BY GERARD NAVAL and VICTOR REYES
THE Department of Health yesterday said it is conducting COVID-19 vaccination operations in evacuation centers in Albay after one of the evacuees tested positive for the coronavirus.
In a statement, the DOH also said its regional office in the Bicol region is in close coordination with all local government units affected by the eruption of Mayon Volcano, “especially in protecting our people from COVID-19.”
Aside from giving the evacuees Sinovac vaccines, the DOH is also conducting disease surveillance activities, with testing and contact tracing even in the evacuation centers.
Isolation rooms have also been set up, the DOH said, in the evacuation centers and in facilities identified by the local government units.
Dr. Ernie Vera, director of the DOH Bicol Region, reported on Monday that an 82-year-old female evacuee in Barangay Gabawan, Daraga has tested positive for COVID-19. She was tested after showing symptoms of fever, cough, and cold.
Vera said the patient is being treated at the Anislag Infirmary in Daraga. Her close contacts have been quarantined and subjected to reverse transcription polymerase chain reaction (RT-PCR) testing.
Also on Monday, the National Disaster Risk Reduction and Management Council (NDRRMC) said at least 628 of over 18,000 evacuees have fallen ill to common diseases like coughs, colds, fever, acute respiratory infection, and headaches.
Cases of hypertension, dizziness, skin diseases, abdominal pain, and acute gastroenteritis have also been reported.
The NDRMMC stressed there in no disease outbreak.
Albay Gov. Edcel Greco Lagman, in a radio interview yesterday, said he has asked the mayors of Sto. Domingo and Guinobatan towns to explain why they evacuated residents who are outside the volcano’s six-kilometer permanent danger zone (PDZ).
“If they (people outside the danger zone) were not evacuated, their lives should have been normal, they’re tilling their farmlands and not getting sick unnecessarily due to cramped spaced at the evacuation centers,” he said.
He said only residents within the PDZ are supposed to be evacuated based on the advisory of the Philippine Institute of Volcanology and Seismology (Phivolcs).
He said Sto. Domingo Mayor Joseling Aguas Jr and Guinobatan Mayor Paul Chino Garcia sent to evacuation centers residents who are living as far as eight kilometers from the volcano.
“Perhaps, they have compelling reasons why they did it,” he added.
Garcia, during the same radio interview, said residents of two barangays outside the 6-km PDZ were evacuated because the two barangays are at “high-risk” as they are located between two Mayon gullies or channels where lava may flow during rains.
“If there will be a major eruption… they are the first to be affected and it’s going to be difficult to transport them to evacuation centers if that happens,” said Garcia.
Garcia also said Guinobatan residents outside the PDZ were evacuated on the request of the residents and barangay officials.
In a statement, the Albay provincial government said only 2,640 families (10,578 individuals) are supposed to be evacuated as they are living inside the 6-km PDZ. But as of Monday noon, 5,813 families (20,049 individuals) are staying at the evacuation centers.
Mayon Volcano remains to be under Alert Level 3 (increased tendency towards hazardous eruption) which was declared by Phivolcs last June 8.
LAVA FLOW
Phivolcs said the lava spewed by Mayon has reached as far as 2.5 kilometers from the volcano’s crater.
“The lava flows have advanced to maximum lengths of 2,500 meters and 1,800 meters along Mi-isi and Bonga gullies, respectively, from the summit crater while collapse debris have deposited to 3,300 meters from the crater,” it said.
In a bulletin, Phivolcs also said it recorded one volcanic quake at Mayon from 5 a.m.
Monday to 5 a.m. yesterday, after recording none during the previous period.
During the same period, there were also 301 rockfall events (from 265), two pyroclastic density current events (from five), and 389 tons of sulfur dioxide emission (from 889 tons).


YOUR ASSIGNMENT:
Would you repeat all the lines below, exactly as they stand?

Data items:
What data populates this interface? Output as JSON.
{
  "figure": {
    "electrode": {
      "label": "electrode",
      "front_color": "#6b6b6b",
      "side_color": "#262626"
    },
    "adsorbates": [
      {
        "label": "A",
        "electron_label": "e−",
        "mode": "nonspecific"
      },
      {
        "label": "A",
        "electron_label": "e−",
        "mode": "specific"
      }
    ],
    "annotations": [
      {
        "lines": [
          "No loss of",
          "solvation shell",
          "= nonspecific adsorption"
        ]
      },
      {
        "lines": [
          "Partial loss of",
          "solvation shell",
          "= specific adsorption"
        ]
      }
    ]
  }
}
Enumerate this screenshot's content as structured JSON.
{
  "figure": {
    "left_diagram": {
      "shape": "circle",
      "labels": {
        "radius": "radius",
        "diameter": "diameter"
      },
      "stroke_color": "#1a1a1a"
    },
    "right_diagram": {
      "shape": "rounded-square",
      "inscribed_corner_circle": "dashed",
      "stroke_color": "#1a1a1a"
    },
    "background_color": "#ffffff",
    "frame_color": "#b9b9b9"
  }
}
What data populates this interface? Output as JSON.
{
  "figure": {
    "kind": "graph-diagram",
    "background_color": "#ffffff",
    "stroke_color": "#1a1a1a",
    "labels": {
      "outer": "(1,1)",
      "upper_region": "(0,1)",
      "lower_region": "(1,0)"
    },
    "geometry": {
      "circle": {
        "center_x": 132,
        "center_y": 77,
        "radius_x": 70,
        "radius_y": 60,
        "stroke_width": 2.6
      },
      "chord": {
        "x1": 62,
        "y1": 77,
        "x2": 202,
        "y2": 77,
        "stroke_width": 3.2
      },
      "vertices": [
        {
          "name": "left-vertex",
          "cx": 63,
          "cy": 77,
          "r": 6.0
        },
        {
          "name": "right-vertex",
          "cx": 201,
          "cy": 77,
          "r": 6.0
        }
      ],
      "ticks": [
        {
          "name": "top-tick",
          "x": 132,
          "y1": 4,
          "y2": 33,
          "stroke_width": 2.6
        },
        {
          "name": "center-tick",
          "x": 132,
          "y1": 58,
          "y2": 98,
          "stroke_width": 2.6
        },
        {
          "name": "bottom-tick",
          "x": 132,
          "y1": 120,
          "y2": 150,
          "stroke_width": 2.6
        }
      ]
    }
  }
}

SOLUTION TO THIS EXERCISE:
What data populates this interface? Output as JSON.
{
  "figure": {
    "electrode": {
      "label": "electrode",
      "front_color": "#6b6b6b",
      "side_color": "#262626"
    },
    "adsorbates": [
      {
        "label": "A",
        "electron_label": "e−",
        "mode": "nonspecific"
      },
      {
        "label": "A",
        "electron_label": "e−",
        "mode": "specific"
      }
    ],
    "annotations": [
      {
        "lines": [
          "No loss of",
          "solvation shell",
          "= nonspecific adsorption"
        ]
      },
      {
        "lines": [
          "Partial loss of",
          "solvation shell",
          "= specific adsorption"
        ]
      }
    ]
  }
}
Enumerate this screenshot's content as structured JSON.
{
  "figure": {
    "left_diagram": {
      "shape": "circle",
      "labels": {
        "radius": "radius",
        "diameter": "diameter"
      },
      "stroke_color": "#1a1a1a"
    },
    "right_diagram": {
      "shape": "rounded-square",
      "inscribed_corner_circle": "dashed",
      "stroke_color": "#1a1a1a"
    },
    "background_color": "#ffffff",
    "frame_color": "#b9b9b9"
  }
}
What data populates this interface? Output as JSON.
{
  "figure": {
    "kind": "graph-diagram",
    "background_color": "#ffffff",
    "stroke_color": "#1a1a1a",
    "labels": {
      "outer": "(1,1)",
      "upper_region": "(0,1)",
      "lower_region": "(1,0)"
    },
    "geometry": {
      "circle": {
        "center_x": 132,
        "center_y": 77,
        "radius_x": 70,
        "radius_y": 60,
        "stroke_width": 2.6
      },
      "chord": {
        "x1": 62,
        "y1": 77,
        "x2": 202,
        "y2": 77,
        "stroke_width": 3.2
      },
      "vertices": [
        {
          "name": "left-vertex",
          "cx": 63,
          "cy": 77,
          "r": 6.0
        },
        {
          "name": "right-vertex",
          "cx": 201,
          "cy": 77,
          "r": 6.0
        }
      ],
      "ticks": [
        {
          "name": "top-tick",
          "x": 132,
          "y1": 4,
          "y2": 33,
          "stroke_width": 2.6
        },
        {
          "name": "center-tick",
          "x": 132,
          "y1": 58,
          "y2": 98,
          "stroke_width": 2.6
        },
        {
          "name": "bottom-tick",
          "x": 132,
          "y1": 120,
          "y2": 150,
          "stroke_width": 2.6
        }
      ]
    }
  }
}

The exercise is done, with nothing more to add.